What Is ICR in Medical Terms? Uses and Meanings

ICR in a medical context most commonly stands for insulin-to-carbohydrate ratio, a number used by people with diabetes to calculate how much insulin they need before a meal. The abbreviation also appears in oncology, pathology, and hospital quality reporting, so the meaning depends on the clinical setting. Here’s what each one refers to and why it matters.

Insulin-to-Carbohydrate Ratio

This is the most widely used medical meaning of ICR. Your insulin-to-carbohydrate ratio tells you how many grams of carbohydrate one unit of rapid-acting insulin will cover. If your ICR is 1:10, that means one unit of insulin handles about 10 grams of carbs. It’s a core tool for anyone on an intensive insulin regimen, particularly people with type 1 diabetes, because it turns carb counting into an actual dosing calculation rather than a guess.

A common method for estimating your ICR is the “500 rule.” You divide 500 by your total daily dose of insulin (basal plus mealtime combined). So if you take 50 units total per day, 500 รท 50 = 10, giving you an ICR of 1:10. Younger children or people whose total daily dose is relatively low for their body weight often use a “300 rule” instead, which produces a more conservative ratio. Either way, the result is a starting point that your care team fine-tunes over time.

Your ICR isn’t a single fixed number. It can differ at breakfast compared to lunch, shift during puberty or menstruation, and change with your activity level or if you’re sick. The American Diabetes Association recommends reviewing insulin dosing plans every three to six months to keep ratios aligned with how your body is actually responding. Most adults with type 1 diabetes start with a total daily dose somewhere between 0.4 and 1 unit per kilogram of body weight, with roughly half going toward mealtime boluses and half toward background (basal) insulin.

The Institute of Cancer Research

In oncology, ICR often refers to the Institute of Cancer Research, a London-based research institution with over a century of work in cancer science. The ICR was the first to provide evidence that DNA damage causes cancer, and the first institution in Europe to develop chemotherapy drugs. Several of those early drugs, including carboplatin and chlorambucil, are still used worldwide more than 50 years later.

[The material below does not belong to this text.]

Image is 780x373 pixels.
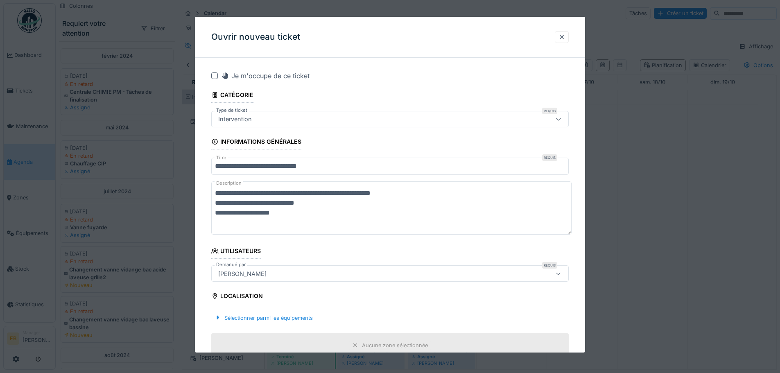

More recently, the ICR discovered and developed abiraterone, a life-extending treatment for advanced prostate cancer. Since 2005, the institute has discovered 21 cancer drug candidates and moved 12 into clinical trials. It also pioneered an approach called synthetic lethality for treating cancers in people who carry BRCA1 or BRCA2 gene mutations. A drug combination developed through the ICR’s collaboration with The Royal Marsden hospital was recently approved in the United States for a rare form of ovarian cancer.

Intracavitary Radiation

ICR sometimes appears in radiation oncology shorthand for intracavitary radiation, a form of brachytherapy in which a sealed radiation source is placed inside a body cavity to deliver treatment directly to a tumor. It’s most commonly used for cervical cancer, though brachytherapy in general also treats cancers of the head and neck, breast, prostate, and eye.

There are two main approaches. Low-dose-rate (LDR) treatments leave the radiation source in place for one to seven days, typically requiring a hospital stay. High-dose-rate (HDR) treatments deliver radiation in sessions lasting just 10 to 20 minutes, repeated over several days or weeks on an outpatient basis. Your treatment schedule depends on the type and stage of cancer.

Invasive Cribriform Carcinoma

In pathology reports, ICR (or ICC) can refer to invasive cribriform carcinoma, a relatively rare subtype of breast cancer. Under a microscope, the tumor forms irregular island-shaped clusters with a mesh-like internal structure. The clinical significance here is the prognosis: studies show a 10-year survival rate of 90% to 100% for classical invasive cribriform carcinoma, which is notably better than the more common invasive ductal carcinoma.

Intensive Care Registries

In hospital administration and quality improvement, ICR can stand for an in-hospital clinical registry, particularly one focused on intensive care. These registries systematically collect data on ICU outcomes like mortality rates, infection rates, duration of mechanical ventilation, unplanned readmissions, and hospital length of stay. The goal is benchmarking: comparing a unit’s performance against its own history and against other units regionally or nationally, so hospitals can identify where care quality is slipping or improving. Some registries also track patient-reported outcomes, capturing how survivors perceive their recovery and health status after discharge.